Polio has returned to the United States
After nearly a decade without any recorded cases, a man in New York is infected
A case of polio was reported in New York, after almost a decade without polio infection in the country. The infected person is an unvaccinated young adult. He began experiencing paralysis and weakness, Rockland County Health Commissioner Patricia Schnabel Ruppert said Thursday.
Indications suggest that this new case may have been generated outside the United States, according to the New York State Department of Health.

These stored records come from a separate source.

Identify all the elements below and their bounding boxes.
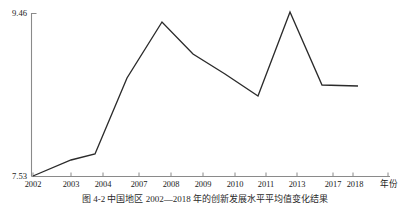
figure-caption: 图 4-2 中国地区 2002—2018 年的创新发展水平平均值变化结果 (0, 193, 410, 203)
figure-container: 9.46 7.53 2002 2003 2004 2007 2008 2009 … (0, 0, 410, 203)
x-tick-label-2010: 2010 (227, 180, 244, 189)
data-series-line (33, 12, 358, 176)
x-axis-ticks (33, 173, 388, 177)
x-tick-label-2009: 2009 (195, 180, 212, 189)
x-tick-label-2008: 2008 (163, 180, 180, 189)
x-tick-label-2002: 2002 (25, 180, 42, 189)
x-tick-label-2007: 2007 (131, 180, 148, 189)
x-tick-label-2013: 2013 (289, 180, 306, 189)
x-tick-label-2003: 2003 (63, 180, 80, 189)
line-chart: 9.46 7.53 2002 2003 2004 2007 2008 2009 … (0, 0, 410, 203)
y-tick-label-max: 9.46 (12, 8, 28, 18)
x-tick-label-2011: 2011 (258, 180, 274, 189)
x-tick-label-2018: 2018 (347, 180, 364, 189)
x-axis-title: 年份 (380, 178, 398, 189)
x-tick-label-2004: 2004 (95, 180, 113, 189)
x-tick-label-2017: 2017 (325, 180, 342, 189)
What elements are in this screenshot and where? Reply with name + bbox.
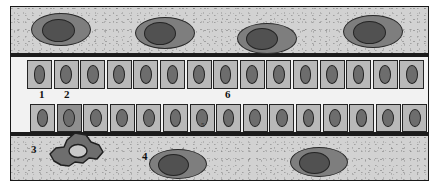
epithelial-cell xyxy=(402,104,427,132)
epithelial-cell xyxy=(323,104,348,132)
cell-nucleus xyxy=(113,65,125,84)
cell-nucleus xyxy=(329,109,341,127)
connective-oval-cell xyxy=(149,149,207,179)
cell-nucleus xyxy=(170,109,182,127)
cell-nucleus xyxy=(409,109,421,127)
callout-label-3: 3 xyxy=(31,144,37,155)
cell-nucleus xyxy=(353,21,386,44)
epithelial-cell xyxy=(187,60,212,89)
callout-label-4: 4 xyxy=(142,151,148,162)
epithelial-cell xyxy=(320,60,345,89)
callout-label-6: 6 xyxy=(225,89,231,100)
epithelial-cell xyxy=(136,104,161,132)
callout-label-5: 5 xyxy=(201,122,205,129)
cell-nucleus xyxy=(158,154,189,176)
epithelial-cell xyxy=(349,104,374,132)
cell-nucleus xyxy=(299,152,330,174)
cell-nucleus xyxy=(353,65,365,84)
callout-label-1: 1 xyxy=(39,89,45,100)
cell-nucleus xyxy=(116,109,128,127)
cell-nucleus xyxy=(63,109,75,127)
epithelial-cell xyxy=(399,60,424,89)
squamous-cell xyxy=(31,13,91,46)
cell-nucleus xyxy=(167,65,179,84)
cell-nucleus xyxy=(273,65,285,84)
irregular-amoeboid-cell xyxy=(39,132,111,170)
epithelial-cell xyxy=(216,104,241,132)
cell-nucleus xyxy=(406,65,418,84)
cell-nucleus xyxy=(90,109,102,127)
cell-nucleus xyxy=(382,109,394,127)
epithelial-cell xyxy=(83,104,108,132)
figure-frame: 1 2 3 4 5 6 xyxy=(10,6,429,181)
cell-nucleus xyxy=(356,109,368,127)
epithelial-cell xyxy=(293,60,318,89)
upper-epithelium-row xyxy=(11,60,429,89)
epithelial-cell xyxy=(346,60,371,89)
cell-nucleus xyxy=(223,109,235,127)
cell-nucleus xyxy=(379,65,391,84)
cell-nucleus xyxy=(276,109,288,127)
connective-oval-cell xyxy=(290,147,348,177)
cell-nucleus xyxy=(34,65,46,84)
cell-nucleus xyxy=(140,65,152,84)
epithelial-cell xyxy=(296,104,321,132)
epithelial-cell xyxy=(160,60,185,89)
cell-nucleus xyxy=(37,109,49,127)
squamous-cell xyxy=(237,23,297,54)
squamous-cell xyxy=(135,17,195,49)
epithelial-cell xyxy=(376,104,401,132)
cell-nucleus xyxy=(220,65,232,84)
epithelial-cell xyxy=(27,60,52,89)
cell-nucleus xyxy=(246,65,258,84)
epithelial-cell xyxy=(269,104,294,132)
epithelial-cell xyxy=(54,60,79,89)
callout-label-2: 2 xyxy=(64,89,70,100)
amoeboid-cell-shape xyxy=(39,132,111,170)
epithelial-cell xyxy=(30,104,55,132)
epithelial-cell-highlighted xyxy=(57,104,82,132)
epithelial-cell xyxy=(213,60,238,89)
epithelial-cell xyxy=(266,60,291,89)
epithelial-cell xyxy=(243,104,268,132)
epithelial-cell xyxy=(373,60,398,89)
cell-nucleus xyxy=(303,109,315,127)
cell-nucleus xyxy=(300,65,312,84)
cell-nucleus xyxy=(326,65,338,84)
cell-nucleus xyxy=(249,109,261,127)
lower-epithelium-row xyxy=(11,104,429,132)
cell-nucleus xyxy=(60,65,72,84)
epithelial-cell xyxy=(133,60,158,89)
cell-nucleus xyxy=(87,65,99,84)
cell-nucleus xyxy=(193,65,205,84)
epithelial-cell xyxy=(107,60,132,89)
squamous-cell xyxy=(343,15,403,48)
histology-figure: 1 2 3 4 5 6 xyxy=(0,0,439,191)
cell-nucleus xyxy=(143,109,155,127)
cell-nucleus xyxy=(246,28,278,50)
epithelial-cell xyxy=(240,60,265,89)
epithelial-cell xyxy=(110,104,135,132)
cell-nucleus xyxy=(144,22,176,45)
cell-nucleus xyxy=(42,19,75,42)
epithelial-cell xyxy=(163,104,188,132)
epithelial-cell xyxy=(80,60,105,89)
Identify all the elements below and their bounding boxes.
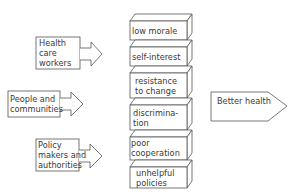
barrier-label-low-morale: low morale <box>132 26 177 36</box>
outcome-label: Better health <box>217 96 271 106</box>
barrier-label-line: resistance <box>135 76 177 86</box>
source-label-line: makers and <box>38 150 86 160</box>
source-label-line: care <box>39 48 71 58</box>
barrier-label-line: discrimina- <box>133 108 178 118</box>
barrier-label-unhelpful-policies: unhelpful policies <box>136 168 174 188</box>
barrier-label-discrimination: discrimina- tion <box>133 108 178 128</box>
source-label-line: Policy <box>38 140 86 150</box>
barrier-label-line: unhelpful <box>136 168 174 178</box>
barrier-label-resistance-to-change: resistance to change <box>135 76 177 96</box>
source-label-line: authorities <box>38 160 86 170</box>
barrier-label-line: tion <box>133 118 178 128</box>
barrier-label-line: to change <box>135 86 177 96</box>
barrier-label-line: cooperation <box>131 148 180 158</box>
source-label-line: workers <box>39 58 71 68</box>
source-label-health-care-workers: Health care workers <box>39 38 71 68</box>
source-label-people-communities: People and communities <box>10 94 63 114</box>
source-label-line: communities <box>10 104 63 114</box>
source-label-line: Health <box>39 38 71 48</box>
barrier-label-self-interest: self-interest <box>132 52 180 62</box>
source-label-line: People and <box>10 94 63 104</box>
barrier-label-line: self-interest <box>132 52 180 62</box>
barrier-label-poor-cooperation: poor cooperation <box>131 138 180 158</box>
barrier-label-line: low morale <box>132 26 177 36</box>
barrier-label-line: poor <box>131 138 180 148</box>
barrier-label-line: policies <box>136 178 174 188</box>
source-label-policy-makers: Policy makers and authorities <box>38 140 86 170</box>
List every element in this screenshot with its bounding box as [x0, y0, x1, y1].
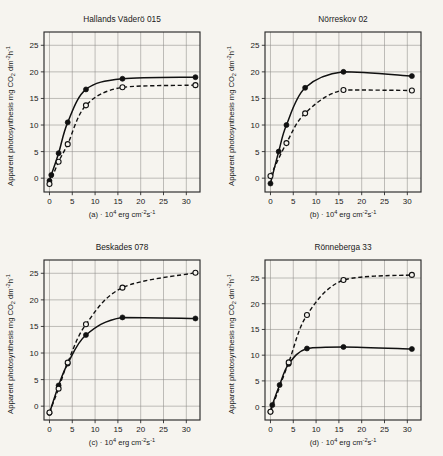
y-tick-label: 5	[34, 376, 39, 385]
data-point	[409, 347, 414, 352]
y-tick-label: 5	[34, 148, 39, 157]
y-axis-label: Apparent photosynthesis mg CO2 dm-2h-1	[226, 274, 237, 414]
x-tick-label: 10	[312, 425, 321, 434]
y-tick-label: 15	[30, 94, 39, 103]
x-tick-label: 5	[70, 425, 75, 434]
y-tick-label: 20	[251, 68, 260, 77]
data-point	[277, 383, 282, 388]
data-point	[193, 316, 198, 321]
y-tick-label: 20	[30, 296, 39, 305]
y-tick-label: 0	[255, 403, 260, 412]
y-tick-label: 10	[251, 121, 260, 130]
data-point	[341, 278, 346, 283]
data-point	[83, 332, 88, 337]
panel-title: Nörreskov 02	[318, 14, 368, 24]
y-axis-label: Apparent photosynthesis mg CO2 dm-2h-1	[226, 46, 237, 186]
x-tick-label: 20	[357, 197, 366, 206]
y-tick-label: 5	[255, 377, 260, 386]
y-tick-label: 5	[255, 148, 260, 157]
data-point	[56, 151, 61, 156]
data-point	[56, 159, 61, 164]
x-tick-label: 25	[159, 425, 168, 434]
x-tick-label: 25	[159, 197, 168, 206]
panel-title: Rönneberga 33	[314, 242, 372, 252]
panel-background	[221, 228, 442, 456]
chart-svg-a: Hallands Väderö 015051015202505101520253…	[0, 0, 221, 228]
panel-title: Hallands Väderö 015	[83, 14, 161, 24]
x-tick-label: 10	[91, 197, 100, 206]
data-point	[304, 346, 309, 351]
x-tick-label: 5	[291, 425, 296, 434]
x-tick-label: 30	[403, 425, 412, 434]
data-point	[83, 87, 88, 92]
data-point	[341, 69, 346, 74]
panel-background	[221, 0, 442, 228]
photosynthesis-figure: Hallands Väderö 015051015202505101520253…	[0, 0, 443, 456]
data-point	[83, 322, 88, 327]
data-point	[268, 181, 273, 186]
chart-panel-a: Hallands Väderö 015051015202505101520253…	[0, 0, 221, 228]
y-tick-label: 20	[30, 68, 39, 77]
y-tick-label: 10	[30, 121, 39, 130]
data-point	[268, 174, 273, 179]
y-tick-label: 15	[251, 94, 260, 103]
y-tick-label: 0	[255, 174, 260, 183]
chart-panel-d: Rönneberga 330510152025051015202530Appar…	[221, 228, 442, 456]
y-axis-label: Apparent photosynthesis mg CO2 dm-2h-1	[5, 274, 16, 414]
x-tick-label: 0	[268, 425, 273, 434]
x-tick-label: 20	[357, 425, 366, 434]
data-point	[193, 75, 198, 80]
data-point	[341, 87, 346, 92]
data-point	[193, 270, 198, 275]
data-point	[120, 76, 125, 81]
panel-background	[0, 0, 221, 228]
x-tick-label: 25	[380, 197, 389, 206]
x-tick-label: 20	[136, 425, 145, 434]
x-tick-label: 30	[182, 425, 191, 434]
x-tick-label: 0	[47, 197, 52, 206]
x-tick-label: 15	[113, 197, 122, 206]
data-point	[409, 272, 414, 277]
x-tick-label: 0	[47, 425, 52, 434]
data-point	[303, 85, 308, 90]
x-tick-label: 20	[136, 197, 145, 206]
x-tick-label: 15	[334, 425, 343, 434]
x-tick-label: 5	[291, 197, 296, 206]
y-tick-label: 15	[30, 322, 39, 331]
data-point	[284, 141, 289, 146]
y-tick-label: 20	[251, 300, 260, 309]
x-tick-label: 25	[380, 425, 389, 434]
data-point	[83, 103, 88, 108]
data-point	[276, 149, 281, 154]
chart-panel-c: Beskades 0780510152025051015202530Appare…	[0, 228, 221, 456]
y-tick-label: 25	[251, 41, 260, 50]
data-point	[409, 74, 414, 79]
x-tick-label: 0	[268, 197, 273, 206]
y-tick-label: 25	[30, 269, 39, 278]
x-tick-label: 30	[182, 197, 191, 206]
chart-svg-c: Beskades 0780510152025051015202530Appare…	[0, 228, 221, 456]
y-tick-label: 15	[251, 325, 260, 334]
y-tick-label: 25	[251, 274, 260, 283]
x-tick-label: 5	[70, 197, 75, 206]
data-point	[49, 172, 54, 177]
data-point	[120, 315, 125, 320]
data-point	[270, 403, 275, 408]
y-tick-label: 0	[34, 402, 39, 411]
data-point	[286, 360, 291, 365]
y-axis-label: Apparent photosynthesis mg CO2 dm-2h-1	[5, 46, 16, 186]
y-tick-label: 25	[30, 41, 39, 50]
x-tick-label: 15	[334, 197, 343, 206]
data-point	[120, 85, 125, 90]
chart-svg-d: Rönneberga 330510152025051015202530Appar…	[221, 228, 442, 456]
data-point	[47, 410, 52, 415]
chart-svg-b: Nörreskov 020510152025051015202530Appare…	[221, 0, 442, 228]
x-tick-label: 10	[91, 425, 100, 434]
x-tick-label: 15	[113, 425, 122, 434]
data-point	[65, 142, 70, 147]
data-point	[65, 120, 70, 125]
x-tick-label: 10	[312, 197, 321, 206]
y-tick-label: 10	[30, 349, 39, 358]
data-point	[284, 123, 289, 128]
data-point	[193, 83, 198, 88]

This new case emerges almost a month after the U.K. Health Safety Agency warned that it had detected poliovirus in sewage samples from London, indicating that some spread may have occurred in people closely linked in the north and east of the British capital.
Due to the success of the vaccine, which was introduced in 1955, and a national vaccination program, polio cases declined dramatically in the US in the late 1950s and early 1960s. The last natural cases date from 1979. The most recent ones were not wild strains, and the latest on record with the Center for Disease Control and Prevention is from 2013.
"Based on what we know about this case and polio in general, the Department of Health strongly recommends that unvaccinated persons be vaccinated or boosted with the FDA-approved IPV polio vaccine as soon as possible," asked state Health Commissioner Mary T. Bassett.
Polio
Polio is an infection caused by the poliovirus and is transmitted from person to person. About 1 in 4 infected individuals are considered to have flu-like symptoms: sore throat, fever, fatigue, nausea, headache, and stomach pain.
Other clinical manifestations that also occur in polio infection include tingling and numbness in the legs and an infection of the brain or spinal cord and paralysis, according to information provided by the Centers for Disease Control and Prevention.
There is no cure for polio, but there are treatments to alleviate the symptoms, although the paralysis it causes is permanent.